Blockhouse, Waterford City, Co. Waterford
Co. Waterford |
Coastal Defenses
On the waterfront at Waterford, directly in front of the Viking-built Reginald's Tower, there once sat a low, oval artillery platform that no longer exists and that most accounts of the city quietly pass over. Built sometime after 1560, it was a stone-faced structure designed with embrasures, the angled openings cut into a fortification wall to allow cannon to fire outward while exposing as little of the structure as possible to return fire. Seventeenth-century maps record it as carrying eight guns, and for well over a century it formed part of the city's waterfront defences.
In the 1680s, a Mr Dean Stanhope described it as "the lower platform supplied with seven or eight great guns, well mounted," a phrase that suggests the installation was still considered functional and respectable at that point. The structure belonged to a broader programme of coastal fortification that shaped the estuary towns of the south-east during the sixteenth and seventeenth centuries, as English Crown authority worked to secure Ireland's ports against foreign naval threats and domestic instability. By 1710, however, the blockhouse had been dismantled entirely. Charles Smith, writing in his 1746 history of Waterford, noted its removal, and that date of 1710 appears to be the last firm record of the structure in any form. Nothing of it survives above ground today.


What this task involves — Copy out every line of the records in which "coef" can be found.

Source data
----

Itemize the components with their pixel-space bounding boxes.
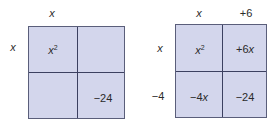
right-cell-top-left: x2 xyxy=(195,42,204,56)
left-cell-bottom-right: −24 xyxy=(94,92,113,104)
right-grid-horizontal-divider xyxy=(176,71,266,72)
left-top-label-x: x xyxy=(49,7,55,19)
right-cell-top-right-coef: +6 xyxy=(236,43,249,55)
right-cell-top-right: +6x xyxy=(236,43,254,55)
right-side-label-x: x xyxy=(157,42,163,54)
right-side-label-minus-4: −4 xyxy=(152,90,165,102)
right-cell-bottom-left-var: x xyxy=(203,91,209,103)
left-cell-top-left: x2 xyxy=(48,42,57,56)
left-grid-horizontal-divider xyxy=(29,72,124,73)
right-top-label-plus-6: +6 xyxy=(240,7,253,19)
right-area-grid: x2 +6x −4x −24 xyxy=(175,24,267,118)
left-side-label-x: x xyxy=(10,41,16,53)
right-cell-bottom-left-coef: −4 xyxy=(190,91,203,103)
left-cell-top-left-exponent: 2 xyxy=(54,44,58,51)
right-top-label-x: x xyxy=(196,7,202,19)
right-cell-top-left-exponent: 2 xyxy=(201,44,205,51)
right-cell-bottom-left: −4x xyxy=(190,91,208,103)
right-cell-bottom-right: −24 xyxy=(236,91,255,103)
left-area-grid: x2 −24 xyxy=(28,26,125,119)
right-cell-top-right-var: x xyxy=(249,43,255,55)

----

Output for this task —
right-cell-top-right-coef: +6 xyxy=(236,43,249,55)
right-cell-bottom-left-coef: −4 xyxy=(190,91,203,103)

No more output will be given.